A labourer and his son, a boy about ten years of age, was returning from the fields towards Hillmartin village, and were following the footpath through a copse, when the lad saw a thrush’s nest on one of the lowest boughs of a spruce-fir, temptingly nestled close to the stem, not more than a yard from the ground. Away he ran towards it, his father stopping for him on the path. Arrived near the tree, the lad as he ran struck his foot against something and fell, but jumping up, said,
“Oh father, here is a great chain!”
He was stooping to lift it up, when the father cried out,
“Let it alone! let it alone! it is a man-trap!”
The boy stood terrified at the dreaded name of a man-trap. The father advanced carefully, poking the ground, which was covered with dead leaves, with a long pole which he picked up. When he came to the spot where the boy stood, he saw part of a strong chain laid bare, and lifting it up, discovered close to his feet a stout iron pin, which was driven into the ground and thus confined the chain. Telling the boy not to move, he gradually lifted the chain till he felt it again fast.
“There,” he said, “is the trap.”
He looked round, and discovering a large stone, he fetched it, and discharged it into the place where he supposed the centre of the trap to be. At once with a horrid snap and clang, the jaws of the huge trap sprung out of the concealing leaves and clashed together with a direful shock. Father and son stood rooted fast with terror. There was revealed the great iron engine in a half circle of at least half a yard high, with its hideous iron teeth closed and grinning terribly.
“There!” said the father—“take care, Tom, how you goon a bird-nesting into woods. If this had caught you, it would have snapped you in the very middle of your body, and these devil’s teeth would have a’most met in your flesh. Nobody but the wretch of a keeper as set it could have got you out, and if you had bin by yersen you mun ha’ died afore anybody had fun ye.”
The man immediately, on reaching the village, asked permission to see Mr. Degge, who heard the account with great indignation, and taking another strong man with him, went to the place to see this truly “infernal machine.” He found it within five yards of the footpath through the copse, and expressing his astonishment and abhorrence of an act then become as illegal as it was monstrous, he ordered the men to take it and carry it to the village. There they deposited it by the public stocks, and chained it, and made it fast by a padlock to it,—fitting companions. The exhibition, and the place in which this horrid engine was found, created a most indignant sensation against Sir Roger Rockville and his keeper. Such were the diabolical machines that used to be set in our game preserves half a century ago or more, almost as commonly as the lesser trap is yet set for lesser animals. Such is the wonderful effect of custom and of selfish interests, that these dire engines of a demoniac cruelty could be planted here and there in English woods, and which might catch and hold in their hideous fangs human creatures, and keep them in inexpressible tortures for perhaps twelve hours or more; whilst all the time the gentlemen and the ladies on those estates were sleeping comfortably in their beds. Such was the force of these man-traps, that they required a man with an iron winch to open them by a mechanism attached for the purpose.
These barbarous machines had now been made illegal by act of parliament, yet Sir Roger and others continued to use them, as I know, for I myself had long after this period a narrow escape, when botanizing, of being caught in one in the woods of Strelley, near Nottingham; and that within a few yards of a foot-road!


**ACTION ITEM**
Whenever an image turns up, omit it and return the remaining data exactly.

**DATA SUPPLIED**
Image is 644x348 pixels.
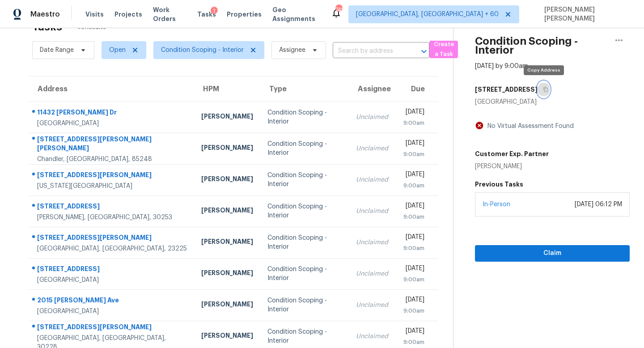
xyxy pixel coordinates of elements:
[279,46,306,54] span: Assignee
[475,37,608,54] h2: Condition Scoping - Interior
[333,44,404,58] input: Search by address
[211,6,218,16] div: 1
[37,296,187,307] div: 2015 [PERSON_NAME] Ave
[403,107,425,119] div: [DATE]
[267,265,342,283] div: Condition Scoping - Interior
[482,248,622,259] span: Claim
[483,201,510,207] a: In-Person
[227,10,262,19] span: Properties
[201,300,253,311] div: [PERSON_NAME]
[574,200,622,209] div: [DATE] 06:12 PM
[356,144,388,153] div: Unclaimed
[475,85,538,94] h5: [STREET_ADDRESS]
[30,10,60,19] span: Maestro
[37,233,187,244] div: [STREET_ADDRESS][PERSON_NAME]
[37,170,187,182] div: [STREET_ADDRESS][PERSON_NAME]
[403,275,425,284] div: 9:00am
[418,45,430,58] button: Open
[267,328,342,345] div: Condition Scoping - Interior
[356,206,388,215] div: Unclaimed
[403,307,425,315] div: 9:00am
[32,22,62,31] h2: Tasks
[86,10,104,19] span: Visits
[475,62,528,71] div: [DATE] by 9:00am
[201,331,253,342] div: [PERSON_NAME]
[272,5,320,23] span: Geo Assignments
[403,170,425,181] div: [DATE]
[267,296,342,314] div: Condition Scoping - Interior
[153,5,186,23] span: Work Orders
[356,175,388,184] div: Unclaimed
[356,10,498,19] span: [GEOGRAPHIC_DATA], [GEOGRAPHIC_DATA] + 60
[37,108,187,119] div: 11432 [PERSON_NAME] Dr
[37,201,187,213] div: [STREET_ADDRESS]
[403,233,425,243] div: [DATE]
[37,213,187,222] div: [PERSON_NAME], [GEOGRAPHIC_DATA], 30253
[403,138,425,150] div: [DATE]
[403,326,425,338] div: [DATE]
[403,243,425,253] div: 9:00am
[109,46,126,54] span: Open
[201,112,253,123] div: [PERSON_NAME]
[201,143,253,154] div: [PERSON_NAME]
[349,76,396,101] th: Assignee
[356,238,388,247] div: Unclaimed
[475,149,549,158] h5: Customer Exp. Partner
[484,122,574,130] div: No Virtual Assessment Found
[37,322,187,333] div: [STREET_ADDRESS][PERSON_NAME]
[267,108,342,126] div: Condition Scoping - Interior
[37,307,187,316] div: [GEOGRAPHIC_DATA]
[37,182,187,191] div: [US_STATE][GEOGRAPHIC_DATA]
[403,264,425,275] div: [DATE]
[403,212,425,221] div: 9:00am
[403,338,425,346] div: 9:00am
[403,201,425,212] div: [DATE]
[403,119,425,128] div: 9:00am
[37,119,187,128] div: [GEOGRAPHIC_DATA]
[430,41,458,58] button: Create a Task
[434,39,454,60] span: Create a Task
[260,76,349,101] th: Type
[114,10,142,19] span: Projects
[201,237,253,248] div: [PERSON_NAME]
[356,301,388,309] div: Unclaimed
[37,264,187,275] div: [STREET_ADDRESS]
[541,5,631,23] span: [PERSON_NAME] [PERSON_NAME]
[475,121,484,130] img: Artifact Not Present Icon
[29,76,194,101] th: Address
[201,175,253,185] div: [PERSON_NAME]
[356,269,388,278] div: Unclaimed
[201,206,253,217] div: [PERSON_NAME]
[475,180,630,189] h5: Previous Tasks
[356,113,388,122] div: Unclaimed
[37,244,187,253] div: [GEOGRAPHIC_DATA], [GEOGRAPHIC_DATA], 23225
[396,76,438,101] th: Due
[267,171,342,189] div: Condition Scoping - Interior
[161,46,244,54] span: Condition Scoping - Interior
[403,150,425,159] div: 9:00am
[37,275,187,284] div: [GEOGRAPHIC_DATA]
[267,202,342,220] div: Condition Scoping - Interior
[475,162,549,171] div: [PERSON_NAME]
[194,76,260,101] th: HPM
[40,46,74,54] span: Date Range
[403,181,425,190] div: 9:00am
[37,155,187,164] div: Chandler, [GEOGRAPHIC_DATA], 85248
[356,332,388,340] div: Unclaimed
[37,135,187,155] div: [STREET_ADDRESS][PERSON_NAME][PERSON_NAME]
[335,5,342,15] div: 748
[475,98,630,107] div: [GEOGRAPHIC_DATA]
[267,233,342,251] div: Condition Scoping - Interior
[201,268,253,280] div: [PERSON_NAME]
[475,245,630,262] button: Claim
[267,140,342,157] div: Condition Scoping - Interior
[403,295,425,307] div: [DATE]
[197,11,216,17] span: Tasks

**RESPONSE BOX**
Image is 644x348 pixels.
xyxy pixel coordinates of elements:
[279,46,306,54] span: Assignee
[475,37,608,54] h2: Condition Scoping - Interior
[333,44,404,58] input: Search by address
[211,6,218,16] div: 1
[37,296,187,307] div: 2015 [PERSON_NAME] Ave
[403,107,425,119] div: [DATE]
[267,265,342,283] div: Condition Scoping - Interior
[482,248,622,259] span: Claim
[483,201,510,207] a: In-Person
[227,10,262,19] span: Properties
[201,300,253,311] div: [PERSON_NAME]
[574,200,622,209] div: [DATE] 06:12 PM
[356,144,388,153] div: Unclaimed
[475,85,538,94] h5: [STREET_ADDRESS]
[30,10,60,19] span: Maestro
[37,233,187,244] div: [STREET_ADDRESS][PERSON_NAME]
[37,170,187,182] div: [STREET_ADDRESS][PERSON_NAME]
[403,275,425,284] div: 9:00am
[418,45,430,58] button: Open
[267,328,342,345] div: Condition Scoping - Interior
[356,206,388,215] div: Unclaimed
[403,307,425,315] div: 9:00am
[32,22,62,31] h2: Tasks
[86,10,104,19] span: Visits
[475,62,528,71] div: [DATE] by 9:00am
[201,331,253,342] div: [PERSON_NAME]
[272,5,320,23] span: Geo Assignments
[403,170,425,181] div: [DATE]
[267,296,342,314] div: Condition Scoping - Interior
[153,5,186,23] span: Work Orders
[356,175,388,184] div: Unclaimed
[356,10,498,19] span: [GEOGRAPHIC_DATA], [GEOGRAPHIC_DATA] + 60
[37,108,187,119] div: 11432 [PERSON_NAME] Dr
[37,201,187,213] div: [STREET_ADDRESS]
[403,233,425,243] div: [DATE]
[37,213,187,222] div: [PERSON_NAME], [GEOGRAPHIC_DATA], 30253
[403,138,425,150] div: [DATE]
[403,326,425,338] div: [DATE]
[403,243,425,253] div: 9:00am
[109,46,126,54] span: Open
[201,112,253,123] div: [PERSON_NAME]
[201,143,253,154] div: [PERSON_NAME]
[349,76,396,101] th: Assignee
[356,238,388,247] div: Unclaimed
[475,149,549,158] h5: Customer Exp. Partner
[484,122,574,130] div: No Virtual Assessment Found
[37,322,187,333] div: [STREET_ADDRESS][PERSON_NAME]
[267,108,342,126] div: Condition Scoping - Interior
[37,307,187,316] div: [GEOGRAPHIC_DATA]
[37,182,187,191] div: [US_STATE][GEOGRAPHIC_DATA]
[403,264,425,275] div: [DATE]
[403,212,425,221] div: 9:00am
[403,338,425,346] div: 9:00am
[403,201,425,212] div: [DATE]
[403,119,425,128] div: 9:00am
[37,119,187,128] div: [GEOGRAPHIC_DATA]
[430,41,458,58] button: Create a Task
[434,39,454,60] span: Create a Task
[260,76,349,101] th: Type
[114,10,142,19] span: Projects
[201,237,253,248] div: [PERSON_NAME]
[356,301,388,309] div: Unclaimed
[37,264,187,275] div: [STREET_ADDRESS]
[541,5,631,23] span: [PERSON_NAME] [PERSON_NAME]
[475,121,484,130] img: Artifact Not Present Icon
[29,76,194,101] th: Address
[201,175,253,185] div: [PERSON_NAME]
[356,269,388,278] div: Unclaimed
[201,206,253,217] div: [PERSON_NAME]
[475,180,630,189] h5: Previous Tasks
[356,113,388,122] div: Unclaimed
[37,244,187,253] div: [GEOGRAPHIC_DATA], [GEOGRAPHIC_DATA], 23225
[396,76,438,101] th: Due
[267,171,342,189] div: Condition Scoping - Interior
[161,46,244,54] span: Condition Scoping - Interior
[403,150,425,159] div: 9:00am
[37,275,187,284] div: [GEOGRAPHIC_DATA]
[267,202,342,220] div: Condition Scoping - Interior
[475,162,549,171] div: [PERSON_NAME]
[194,76,260,101] th: HPM
[40,46,74,54] span: Date Range
[403,181,425,190] div: 9:00am
[37,155,187,164] div: Chandler, [GEOGRAPHIC_DATA], 85248
[356,332,388,340] div: Unclaimed
[37,135,187,155] div: [STREET_ADDRESS][PERSON_NAME][PERSON_NAME]
[335,5,342,15] div: 748
[475,98,630,107] div: [GEOGRAPHIC_DATA]
[267,233,342,251] div: Condition Scoping - Interior
[201,268,253,280] div: [PERSON_NAME]
[475,245,630,262] button: Claim
[267,140,342,157] div: Condition Scoping - Interior
[403,295,425,307] div: [DATE]
[197,11,216,17] span: Tasks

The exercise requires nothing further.